Tuesday, May 16, 2006

MBA elective week 3: what designers do well (and what they don't do well)

In our third class I used as a teaching case my onging work as lead designer on a digital media project at Rich Mix, a new cultural venture in east London. Rich Mix partially opened at the end of April, without fanfare, seeking to build up audiences and test processes as different elements of the venture open to the public. For now, you can have lunch in the cafe or go see Mission Impossible in the beautiful cinema designed by Ali Zaidi. Other parts of the organization including its bar designed by Usman Haque, the creative workspaces, BBC London's studio, the performance spaces, and the News Room - the part I'm working on - will open between now and the formal opening in November.

For the purposes of the MBA class, I presented students with a number of artefacts created since I was initially approached by Rich Mix when the leadership team started asking what it could offer its diverse audiences in the way of experiences and content delivered using networked digital media edited by guest editors. What began as an open question along the lines of 'Can we do something interesting that will draw people in and help them connect to Rich Mix and to others?' lead to a design-led process where we tried to answer this, despite not having what managers would see as a business case, or value proposition. The class considered different artefacts created during the design/innovation process to date including an early document outlining the concept; notes, sketches and photos from design workshops; and the current development plan.

At the end of the class, students working in pairs took turns to present a way forward for the Rich Mix News Room as currently conceived, one pair presenting as McKinsey-type strategy consultants; another pair as a technology consultancy such as IBM or Accenture; another as the London Mayor's office; another as the BBC; another as an innovation consultancy. Each of the presentations brought home (sometimes in a hilarious manner) the opportunities, and limitations, of operating within a particular paradigm. The design-led process, as currently enacted for the Rich Mix News Room, also has limits but it does offer a way of generating, and exploring ideas, especially given limited resources, that may lead to designing a viable, sustainable solution (in contrast to the management paradigm described Boland and Collopy in 'Managing as Designing', 2004). The question underpinning the elective, and indeed my research, is what the limits of design leadership are.

What the class discussion reinforced was the need for designers to work alongside managers/decision-makers within organizations, not in isolation. But it also suggested that design methods (such as concept modelling, experience prototyping, scenarios and so on) are powerfully able to develop and communicate ideas, without significant investment, in situations with unframed problems.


> Problem requirements
Only the text carries over: repeat the records exactly and drop the images.

> Records for this exercise

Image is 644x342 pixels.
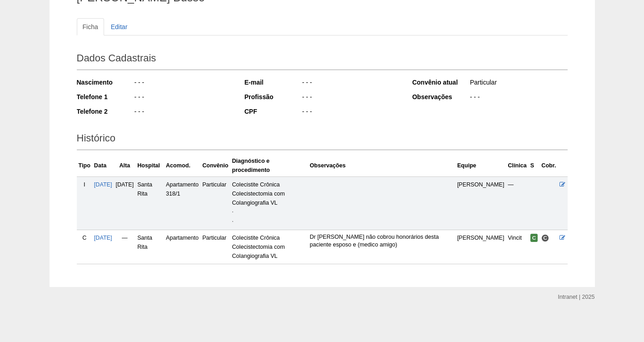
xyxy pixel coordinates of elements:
[114,229,136,264] td: —
[200,176,230,229] td: Particular
[164,155,200,177] th: Acomod.
[94,181,112,188] a: [DATE]
[245,78,301,87] div: E-mail
[245,107,301,116] div: CPF
[77,129,568,150] h2: Histórico
[135,155,164,177] th: Hospital
[94,235,112,241] a: [DATE]
[531,234,538,242] span: Confirmada
[200,229,230,264] td: Particular
[77,107,133,116] div: Telefone 2
[469,78,568,89] div: Particular
[455,229,506,264] td: [PERSON_NAME]
[455,155,506,177] th: Equipe
[135,176,164,229] td: Santa Rita
[301,107,400,118] div: - - -
[309,233,453,249] p: Dr [PERSON_NAME] não cobrou honorários desta paciente esposo e (medico amigo)
[77,93,133,102] div: Telefone 1
[92,155,114,177] th: Data
[230,176,308,229] td: Colecistite Crônica Colecistectomia com Colangiografia VL
[455,176,506,229] td: [PERSON_NAME]
[116,181,134,188] span: [DATE]
[200,155,230,177] th: Convênio
[529,155,540,177] th: S
[164,229,200,264] td: Apartamento
[77,155,92,177] th: Tipo
[114,155,136,177] th: Alta
[79,233,91,242] div: C
[506,155,528,177] th: Clínica
[469,93,568,104] div: - - -
[230,155,308,177] th: Diagnóstico e procedimento
[558,292,595,301] div: Intranet | 2025
[307,155,455,177] th: Observações
[105,18,133,35] a: Editar
[77,78,133,87] div: Nascimento
[412,93,469,102] div: Observações
[230,229,308,264] td: Colecistite Crônica Colecistectomia com Colangiografia VL
[301,93,400,104] div: - - -
[77,49,568,70] h2: Dados Cadastrais
[540,155,558,177] th: Cobr.
[245,93,301,102] div: Profissão
[135,229,164,264] td: Santa Rita
[133,78,232,89] div: - - -
[506,176,528,229] td: —
[412,78,469,87] div: Convênio atual
[541,234,549,242] span: Consultório
[79,180,91,189] div: I
[301,78,400,89] div: - - -
[164,176,200,229] td: Apartamento 318/1
[133,107,232,118] div: - - -
[133,93,232,104] div: - - -
[77,18,104,35] a: Ficha
[506,229,528,264] td: Vincit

> Worked solution
Image is 644x342 pixels.
xyxy pixel coordinates of elements:
[114,229,136,264] td: —
[200,176,230,229] td: Particular
[164,155,200,177] th: Acomod.
[94,181,112,188] a: [DATE]
[245,78,301,87] div: E-mail
[245,107,301,116] div: CPF
[77,129,568,150] h2: Histórico
[135,155,164,177] th: Hospital
[94,235,112,241] a: [DATE]
[531,234,538,242] span: Confirmada
[200,229,230,264] td: Particular
[77,107,133,116] div: Telefone 2
[469,78,568,89] div: Particular
[455,229,506,264] td: [PERSON_NAME]
[455,155,506,177] th: Equipe
[135,176,164,229] td: Santa Rita
[301,107,400,118] div: - - -
[309,233,453,249] p: Dr [PERSON_NAME] não cobrou honorários desta paciente esposo e (medico amigo)
[77,93,133,102] div: Telefone 1
[92,155,114,177] th: Data
[230,176,308,229] td: Colecistite Crônica Colecistectomia com Colangiografia VL
[455,176,506,229] td: [PERSON_NAME]
[116,181,134,188] span: [DATE]
[200,155,230,177] th: Convênio
[529,155,540,177] th: S
[164,229,200,264] td: Apartamento
[77,155,92,177] th: Tipo
[114,155,136,177] th: Alta
[79,233,91,242] div: C
[506,155,528,177] th: Clínica
[469,93,568,104] div: - - -
[230,155,308,177] th: Diagnóstico e procedimento
[558,292,595,301] div: Intranet | 2025
[307,155,455,177] th: Observações
[105,18,133,35] a: Editar
[77,78,133,87] div: Nascimento
[412,93,469,102] div: Observações
[230,229,308,264] td: Colecistite Crônica Colecistectomia com Colangiografia VL
[301,93,400,104] div: - - -
[77,49,568,70] h2: Dados Cadastrais
[540,155,558,177] th: Cobr.
[245,93,301,102] div: Profissão
[135,229,164,264] td: Santa Rita
[133,78,232,89] div: - - -
[506,176,528,229] td: —
[412,78,469,87] div: Convênio atual
[541,234,549,242] span: Consultório
[79,180,91,189] div: I
[301,78,400,89] div: - - -
[164,176,200,229] td: Apartamento 318/1
[133,107,232,118] div: - - -
[133,93,232,104] div: - - -
[77,18,104,35] a: Ficha
[506,229,528,264] td: Vincit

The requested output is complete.